Most lacking among right-minded political analysts, whether academics or journalists, is philosophical understanding of the government‘s territorial policy - that they often criticize.
It would hardly occur to such analysts to correlate the “Two-State Solution” of the Israel-Palestinian conflict to Martin Buber’s book “Two Kinds of Faith,” even though a clue their kinship appears in Martin Buber’s advocacy of a bi-national state in Palestine to accommodate the competing claims of Jews and Arabs regarding this land.
In "Two Kinds of Faith", Buber, perhaps the most influential intellectual of pre-state Israel, contends that the neither of the two faiths mentioned in the book, namely, Judaism and Christianity, can be deemed superior to the other. What underlies Buber’s contention, and what connects it with the “two state solution” regarding Jews and Arabs?
The answer is the invisible doctrine of historicism or historical relativism whose father is the German philosopher Georg Wilhelm Hegel (1770-1831). Hegel’s historicism or historical relativism, which overwhelmed Europe, was imported into Israel, specifically, into the Hebrew University of Jerusalem, by Martin Buber, the German-educated Jewish intellectual who married a non-Jew.
It is no mere coincidence that the author of "Two Kinds of Faiths", who said “There is no scale of values for the function of peoples [and that] one cannot be ranked above another”—conveyed the same of historical relativism in testimony before the Anglo-American Inquiry Commission in 1947. Thus, speaking for himself and Dr. Yehuda Magnus, the first president of the Hebrew University, Buber declared: “We do not favor Palestine as a Jewish country or Palestine as an Arab country, but a bi-national Palestine as the common country of two peoples.”
Buber’s relativism engenders cultural and moral egalitarianism. Accordingly, Hebrew University professor Yehoshfat Harkabi, the reputed mentor of Shimon Peres, dedicated his book, "Arab Attitudes to Israel", to “Jews and Arabs” alike, even though the book is replete with hundreds of quotes from diverse Arab sources, all vilifying Jews and Israel in the most lurid terms and promising the eventual annihilation of the Jewish state!
The moral egalitarianism, which underlies Buber’s “Two Kinds of Faith,” ignores Christianity’s record of violence toward Jews. The same moral egalitarian appears in Harkabi’s dedication of his book to Jews and Arabs. Nor is this all.
While Jews were being reduced to body parts by Arab suicide bombers in Jerusalem, Sharon said in that interview that he does not think in terms of “black and white,” meaning in terms of good and evil.Harkabi served not only as a Director of Israel Military Intelligence, but also as the head of Israel’s Command and Staff School. Both Ariel Sharon and Ehud Barak—former prime ministers of Israel, were graduates of that school. Both were tainted by moral relativism. Suffice to mention a statement Sharon made in an April 2001 interview with Ha’aretz Magazine. Thus, while Jews were being reduced to body parts by Arab suicide bombers in Jerusalem, Sharon said in that interview that he does not think in terms of “black and white,” meaning in terms of good and evil.
Moreover, if any one person can be called the “father” of the Oslo “peace process,” it is none other than Professor Harkabi, who advocated the creation of a Palestinian state even though the charter the Palestine Liberation Organization explicitly calls for Israel’s annihilation!
No wonder—and as one eminent journalist has observed—Israel’s military echelon has made mistake after mistake during the past two decades: for example
(1) when Israel, under the premiership of Ehud Barak, withdrew from the security zone in Lebanon and thus gave free reign to Hezbollah in Lebanon;
(2) when Israel, under the premiership of Ariel Sharon, withdrew from Gaza;
(3) when Israel, under one prime minister after another, has pursued a policy of self-restraint vis-à-vis the PLO-Palestinian Authority;
(4) when Israel, under prime minister Benjamin Netanyahu, sabotaged an attack on Iran’s nuclear facilities.
The trouble is that these mistakes were not mere mistakes or simply due to the miscalculations of this or that military leader. To report these mistakes as mere mistakes is nothing more than political dermatology than obscures their etiology. These mistakes are manifestations of SYSTEMIC flaws rooted in the education of Israel military echelon. Their education has been education corrupted by the university-bred doctrine of moral and cultural relativism clearly manifested in the writings of various Israeli professors of whom I have mentioned only one, and can name others.
Hence, it is futile to carp on the “mistakes” or “miscalculations” of this or that general officer. Such criticism goes no deeper than dermatology. Needed is brain surgery to remove the tumor of moral and cultural relativism that has paralyzed minds of Israel’s military echelons, which has emasculated their will or softened their spines.
Israel’s political analysts should probe more deeply than political dermatology. They should expose the foreign academic doctrines that have emasculated the mentality of Israel military and political elites, above all, German historicism and its derivatives, moral and cultural relativism.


* HOW TO COMPLETE THIS TASK: Could you report every line of the listing below that holds the word "circuit"?

* GIVEN DATA:
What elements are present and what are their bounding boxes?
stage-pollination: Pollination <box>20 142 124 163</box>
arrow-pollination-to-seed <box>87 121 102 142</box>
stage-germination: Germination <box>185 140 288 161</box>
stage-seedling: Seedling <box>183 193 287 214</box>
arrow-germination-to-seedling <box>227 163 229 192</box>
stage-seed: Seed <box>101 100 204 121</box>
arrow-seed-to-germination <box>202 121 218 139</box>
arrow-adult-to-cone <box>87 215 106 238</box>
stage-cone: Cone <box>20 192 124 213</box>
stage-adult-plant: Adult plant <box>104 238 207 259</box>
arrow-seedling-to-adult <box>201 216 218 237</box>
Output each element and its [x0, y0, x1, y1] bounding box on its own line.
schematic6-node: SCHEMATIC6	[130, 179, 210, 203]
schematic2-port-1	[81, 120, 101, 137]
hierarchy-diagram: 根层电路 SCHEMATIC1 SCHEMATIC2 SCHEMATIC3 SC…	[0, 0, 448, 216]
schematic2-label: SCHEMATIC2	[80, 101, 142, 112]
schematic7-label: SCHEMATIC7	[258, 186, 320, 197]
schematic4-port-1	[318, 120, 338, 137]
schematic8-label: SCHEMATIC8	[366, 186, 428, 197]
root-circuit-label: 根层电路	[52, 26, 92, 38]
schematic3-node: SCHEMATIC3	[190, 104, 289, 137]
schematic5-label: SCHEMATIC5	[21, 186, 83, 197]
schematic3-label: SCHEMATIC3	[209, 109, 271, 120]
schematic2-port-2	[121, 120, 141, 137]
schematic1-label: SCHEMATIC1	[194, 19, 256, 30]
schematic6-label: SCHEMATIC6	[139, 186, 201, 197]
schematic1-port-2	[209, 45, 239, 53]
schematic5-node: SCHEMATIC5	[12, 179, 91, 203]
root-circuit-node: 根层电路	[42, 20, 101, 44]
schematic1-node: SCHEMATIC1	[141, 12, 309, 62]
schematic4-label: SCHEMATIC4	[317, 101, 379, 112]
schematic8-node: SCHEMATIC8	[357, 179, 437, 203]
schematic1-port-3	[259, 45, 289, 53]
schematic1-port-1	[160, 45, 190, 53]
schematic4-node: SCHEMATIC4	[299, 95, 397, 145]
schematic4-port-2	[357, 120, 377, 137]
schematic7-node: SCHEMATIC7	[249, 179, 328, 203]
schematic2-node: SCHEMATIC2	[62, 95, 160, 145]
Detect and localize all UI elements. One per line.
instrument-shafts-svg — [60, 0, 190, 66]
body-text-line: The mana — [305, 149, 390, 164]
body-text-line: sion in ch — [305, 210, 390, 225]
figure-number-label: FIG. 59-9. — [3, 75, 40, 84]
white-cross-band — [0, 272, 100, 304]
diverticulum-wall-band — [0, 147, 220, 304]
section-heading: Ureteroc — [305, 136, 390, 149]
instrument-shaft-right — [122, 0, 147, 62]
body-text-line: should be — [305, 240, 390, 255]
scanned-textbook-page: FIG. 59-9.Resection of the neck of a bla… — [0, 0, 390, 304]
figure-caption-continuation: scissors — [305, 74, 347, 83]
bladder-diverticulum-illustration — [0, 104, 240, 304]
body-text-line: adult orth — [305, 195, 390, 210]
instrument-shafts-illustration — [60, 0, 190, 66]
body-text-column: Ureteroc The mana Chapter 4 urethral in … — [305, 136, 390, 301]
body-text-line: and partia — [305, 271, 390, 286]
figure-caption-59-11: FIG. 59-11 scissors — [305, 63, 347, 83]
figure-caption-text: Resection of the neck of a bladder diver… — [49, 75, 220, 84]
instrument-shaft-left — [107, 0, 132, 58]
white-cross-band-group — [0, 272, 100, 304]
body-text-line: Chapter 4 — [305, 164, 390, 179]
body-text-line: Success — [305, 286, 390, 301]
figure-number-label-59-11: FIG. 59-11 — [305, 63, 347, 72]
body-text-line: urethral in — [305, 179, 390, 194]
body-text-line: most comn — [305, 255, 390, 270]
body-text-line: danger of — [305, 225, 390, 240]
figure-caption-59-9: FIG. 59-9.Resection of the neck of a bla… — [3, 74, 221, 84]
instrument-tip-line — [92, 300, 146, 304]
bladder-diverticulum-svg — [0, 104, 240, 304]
--
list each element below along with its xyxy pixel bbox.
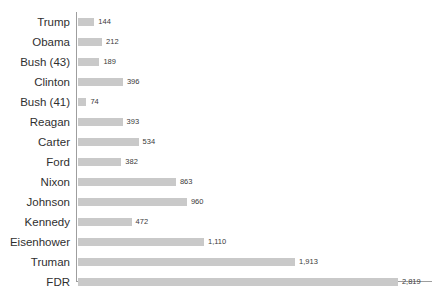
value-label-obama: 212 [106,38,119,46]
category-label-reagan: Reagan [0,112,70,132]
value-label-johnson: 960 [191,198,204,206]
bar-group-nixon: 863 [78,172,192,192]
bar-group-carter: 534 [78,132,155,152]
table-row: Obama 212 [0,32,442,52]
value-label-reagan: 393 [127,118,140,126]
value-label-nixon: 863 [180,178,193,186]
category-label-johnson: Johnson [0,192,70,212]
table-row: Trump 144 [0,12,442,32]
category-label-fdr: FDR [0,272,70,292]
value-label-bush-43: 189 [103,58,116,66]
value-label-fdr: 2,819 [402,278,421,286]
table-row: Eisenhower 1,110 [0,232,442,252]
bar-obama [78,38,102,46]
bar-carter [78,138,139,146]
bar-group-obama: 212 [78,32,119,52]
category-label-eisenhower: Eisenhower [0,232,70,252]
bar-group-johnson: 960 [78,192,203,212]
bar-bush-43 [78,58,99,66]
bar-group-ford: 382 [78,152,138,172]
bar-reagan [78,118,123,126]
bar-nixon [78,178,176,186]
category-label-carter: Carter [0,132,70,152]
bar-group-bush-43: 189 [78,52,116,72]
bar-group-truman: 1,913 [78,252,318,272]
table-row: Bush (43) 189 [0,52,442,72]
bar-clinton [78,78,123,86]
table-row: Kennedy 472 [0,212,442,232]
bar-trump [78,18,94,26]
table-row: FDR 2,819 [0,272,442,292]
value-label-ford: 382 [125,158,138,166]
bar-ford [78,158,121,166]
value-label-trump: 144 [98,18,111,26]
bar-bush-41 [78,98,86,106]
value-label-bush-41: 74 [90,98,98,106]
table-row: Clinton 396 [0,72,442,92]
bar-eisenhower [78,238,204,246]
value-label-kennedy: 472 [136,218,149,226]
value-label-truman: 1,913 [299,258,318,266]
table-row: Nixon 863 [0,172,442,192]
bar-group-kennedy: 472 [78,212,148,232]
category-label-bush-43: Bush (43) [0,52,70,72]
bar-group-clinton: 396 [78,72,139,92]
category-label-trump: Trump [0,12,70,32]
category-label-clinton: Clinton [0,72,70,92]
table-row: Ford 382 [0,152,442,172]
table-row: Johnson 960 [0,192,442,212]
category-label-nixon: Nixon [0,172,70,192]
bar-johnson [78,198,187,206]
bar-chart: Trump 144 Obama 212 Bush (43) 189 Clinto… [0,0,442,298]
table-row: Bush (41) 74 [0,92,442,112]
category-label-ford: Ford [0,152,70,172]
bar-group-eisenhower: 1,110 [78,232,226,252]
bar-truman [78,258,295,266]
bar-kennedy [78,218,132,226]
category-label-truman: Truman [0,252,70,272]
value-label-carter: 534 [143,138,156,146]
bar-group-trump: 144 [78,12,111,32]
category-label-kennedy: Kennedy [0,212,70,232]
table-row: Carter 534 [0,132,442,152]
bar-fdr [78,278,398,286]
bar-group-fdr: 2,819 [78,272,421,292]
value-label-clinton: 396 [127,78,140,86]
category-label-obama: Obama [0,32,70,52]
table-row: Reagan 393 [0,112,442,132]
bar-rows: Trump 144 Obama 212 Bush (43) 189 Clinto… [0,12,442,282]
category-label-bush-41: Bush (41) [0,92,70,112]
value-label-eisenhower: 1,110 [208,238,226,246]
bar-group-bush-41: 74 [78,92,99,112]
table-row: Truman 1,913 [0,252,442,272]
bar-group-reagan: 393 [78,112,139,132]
--
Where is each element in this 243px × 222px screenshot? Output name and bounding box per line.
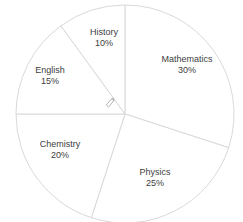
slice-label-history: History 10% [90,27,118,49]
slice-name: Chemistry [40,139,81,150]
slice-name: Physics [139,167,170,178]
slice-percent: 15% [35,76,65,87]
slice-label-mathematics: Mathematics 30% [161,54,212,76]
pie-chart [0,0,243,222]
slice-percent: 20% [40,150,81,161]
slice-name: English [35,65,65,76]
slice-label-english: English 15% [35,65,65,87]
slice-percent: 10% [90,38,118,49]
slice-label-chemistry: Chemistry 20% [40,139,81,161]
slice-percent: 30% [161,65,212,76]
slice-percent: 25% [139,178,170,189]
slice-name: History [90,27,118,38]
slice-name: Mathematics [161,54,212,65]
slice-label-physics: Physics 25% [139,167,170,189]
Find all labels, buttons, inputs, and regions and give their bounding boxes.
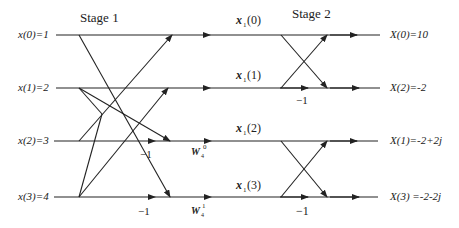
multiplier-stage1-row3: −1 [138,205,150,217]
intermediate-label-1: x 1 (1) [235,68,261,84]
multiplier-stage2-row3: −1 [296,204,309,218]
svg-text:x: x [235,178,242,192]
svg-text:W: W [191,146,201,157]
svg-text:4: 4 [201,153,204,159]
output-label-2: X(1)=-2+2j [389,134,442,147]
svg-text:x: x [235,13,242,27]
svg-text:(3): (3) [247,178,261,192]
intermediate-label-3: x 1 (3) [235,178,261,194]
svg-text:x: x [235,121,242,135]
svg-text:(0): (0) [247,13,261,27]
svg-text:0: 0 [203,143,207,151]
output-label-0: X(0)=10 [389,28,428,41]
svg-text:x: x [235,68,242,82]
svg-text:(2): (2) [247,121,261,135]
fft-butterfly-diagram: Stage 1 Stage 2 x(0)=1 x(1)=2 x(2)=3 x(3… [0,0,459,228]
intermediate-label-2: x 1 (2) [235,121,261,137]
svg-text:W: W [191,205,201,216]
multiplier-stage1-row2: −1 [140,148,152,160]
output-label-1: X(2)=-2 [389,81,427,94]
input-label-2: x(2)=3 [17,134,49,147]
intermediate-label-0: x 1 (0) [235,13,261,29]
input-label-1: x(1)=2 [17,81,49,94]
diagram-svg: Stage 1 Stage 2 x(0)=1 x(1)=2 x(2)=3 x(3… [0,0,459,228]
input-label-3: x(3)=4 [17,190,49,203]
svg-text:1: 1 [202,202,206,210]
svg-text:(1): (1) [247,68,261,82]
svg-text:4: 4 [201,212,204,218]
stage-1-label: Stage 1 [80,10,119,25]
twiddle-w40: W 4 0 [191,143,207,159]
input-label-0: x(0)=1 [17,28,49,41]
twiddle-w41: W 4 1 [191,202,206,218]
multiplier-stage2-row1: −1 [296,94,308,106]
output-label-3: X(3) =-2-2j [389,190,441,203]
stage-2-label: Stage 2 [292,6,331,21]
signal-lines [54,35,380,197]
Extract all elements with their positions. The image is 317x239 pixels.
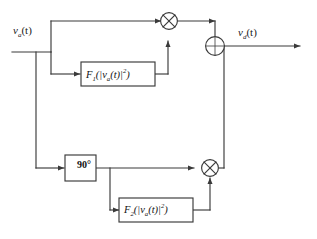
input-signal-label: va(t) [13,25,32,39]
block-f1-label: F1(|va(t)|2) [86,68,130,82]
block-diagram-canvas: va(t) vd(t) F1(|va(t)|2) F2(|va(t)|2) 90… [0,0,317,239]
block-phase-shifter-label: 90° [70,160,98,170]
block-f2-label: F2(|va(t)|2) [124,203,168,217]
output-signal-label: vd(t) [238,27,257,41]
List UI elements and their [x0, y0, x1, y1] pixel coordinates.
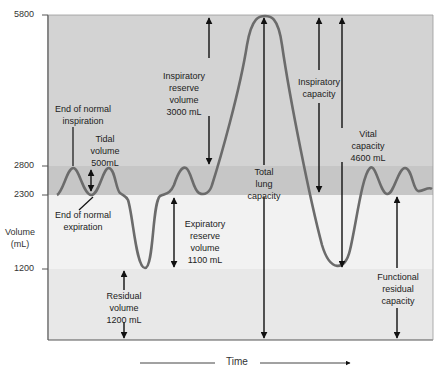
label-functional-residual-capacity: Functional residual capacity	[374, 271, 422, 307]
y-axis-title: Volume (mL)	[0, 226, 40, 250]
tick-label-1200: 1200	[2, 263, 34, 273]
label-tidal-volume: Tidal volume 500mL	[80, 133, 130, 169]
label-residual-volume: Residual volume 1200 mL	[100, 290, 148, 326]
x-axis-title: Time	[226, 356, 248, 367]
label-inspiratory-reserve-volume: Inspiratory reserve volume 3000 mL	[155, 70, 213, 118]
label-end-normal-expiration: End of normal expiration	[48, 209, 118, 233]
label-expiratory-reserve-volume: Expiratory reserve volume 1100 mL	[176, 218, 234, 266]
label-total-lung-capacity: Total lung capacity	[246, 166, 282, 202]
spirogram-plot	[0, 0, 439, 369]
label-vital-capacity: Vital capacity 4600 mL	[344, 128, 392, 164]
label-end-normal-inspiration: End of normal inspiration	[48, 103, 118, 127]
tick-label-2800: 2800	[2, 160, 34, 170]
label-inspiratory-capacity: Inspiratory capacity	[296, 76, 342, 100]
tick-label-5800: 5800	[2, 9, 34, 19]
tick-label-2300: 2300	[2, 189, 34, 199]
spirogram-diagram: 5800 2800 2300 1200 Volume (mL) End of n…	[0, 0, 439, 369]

* REPLY TO THE TASK:
root-circuit-label: 根层电路	[52, 26, 92, 38]
root-circuit-node: 根层电路	[42, 20, 101, 44]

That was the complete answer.